One Throat to Choke Means No Independent Witness
Eval and observability used to be sidecars. You ran a model from one vendor, scored it with a second tool, and traced it with a third. That constellation is collapsing. Model platforms are pulling eval, red-teaming, provenance, permissioning, and backup closer to the runtime itself. OpenAI's reported absorption of eval infrastructure, including a rumored Promptfoo acquisition, would fit this pattern if confirmed.
Enterprises have reasons to like the move. When an agent leaks data or hallucinates a refund policy, procurement does not want to mediate a blame war between a model vendor, an eval vendor, and an observability vendor. A single accountable platform is easier to buy, govern, and blame. Unified accountability sells, and the vendor that owns model plus eval plus deployment has a credible enterprise pitch.
The inversion is that one throat to choke can also mean no independent witness. The sidecar architecture looked like integration overhead, but it functioned as a separation of powers. When your eval layer is sold by the same vendor whose model it grades, the party being scored has more control over the scorer.
What the sidecar actually bought you
Consider what an independent eval layer did for a buyer:
- It produced failure evidence the model vendor could not easily reframe. If your third-party eval suite showed a regression after a silent model update, you had leverage in the renewal conversation.
- It made benchmarks portable. The same harness scored GPT-class models, Claude-class models, and open weights, which kept switching costs real and pricing honest.
- It separated incident forensics from the party with the most to lose. Provenance logs held by the vendor that caused the incident are weaker evidence than logs held by a neutral system.
Fold all of that into the runtime and each property can degrade. The regression report may now come from the vendor that shipped the regression. The benchmark harness may speak one vendor's API natively and everyone else's grudgingly. The audit trail may live inside the blast radius of the thing being audited.
The accountability trade is real but asymmetric
The consolidation case is not fake. Multi-vendor finger-pointing is a real cost, and a single accountable platform can reduce it. For buyers without the staff to run eval infrastructure, the integrated stack may be the right default.
But the trade is asymmetric over time. The blame-war cost is paid during incidents, which are occasional.

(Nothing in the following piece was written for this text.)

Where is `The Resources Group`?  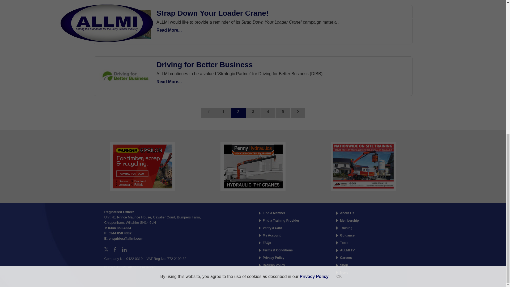 The Resources Group is located at coordinates (362, 166).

The independent-witness cost is paid continuously and quietly: in every renewal negotiation where you cannot produce neutral performance data, in every migration estimate inflated by eval lock-in, in every silent model update you cannot independently check.
One plausible failure mode is a platform shipping a model update that improves average benchmark scores but degrades your specific workload. With an independent eval harness, you catch it in your own regression suite and escalate with data. With evals absorbed into the platform, you are relying on the vendor's dashboards to surface a problem caused by the vendor's own change. They might surface it quickly. They might also define the regression differently than you do.
What buyers should actually do
Buyers can adopt integrated platforms and still keep a thin independent layer alongside them:
- Keep a small, portable eval suite outside the platform, even if the platform's built-in evals are better. Its job is to be a witness the vendor does not control, not to provide coverage.
- Export provenance and trace data to storage you own, on a schedule. Treat platform-native logs as convenient, not canonical.
- Negotiate eval portability into contracts. If your test cases and scoring configs cannot leave the platform, your benchmarks are hostages.
The market is consolidating because unified accountability is a real product. But accountability you cannot verify from the outside is just a promise with better packaging. The vendors winning the platform play understand this trend better than most buyers do. The buyers who do best in this cycle will be the ones who accept the integrated runtime and still keep one small grader the vendor cannot touch.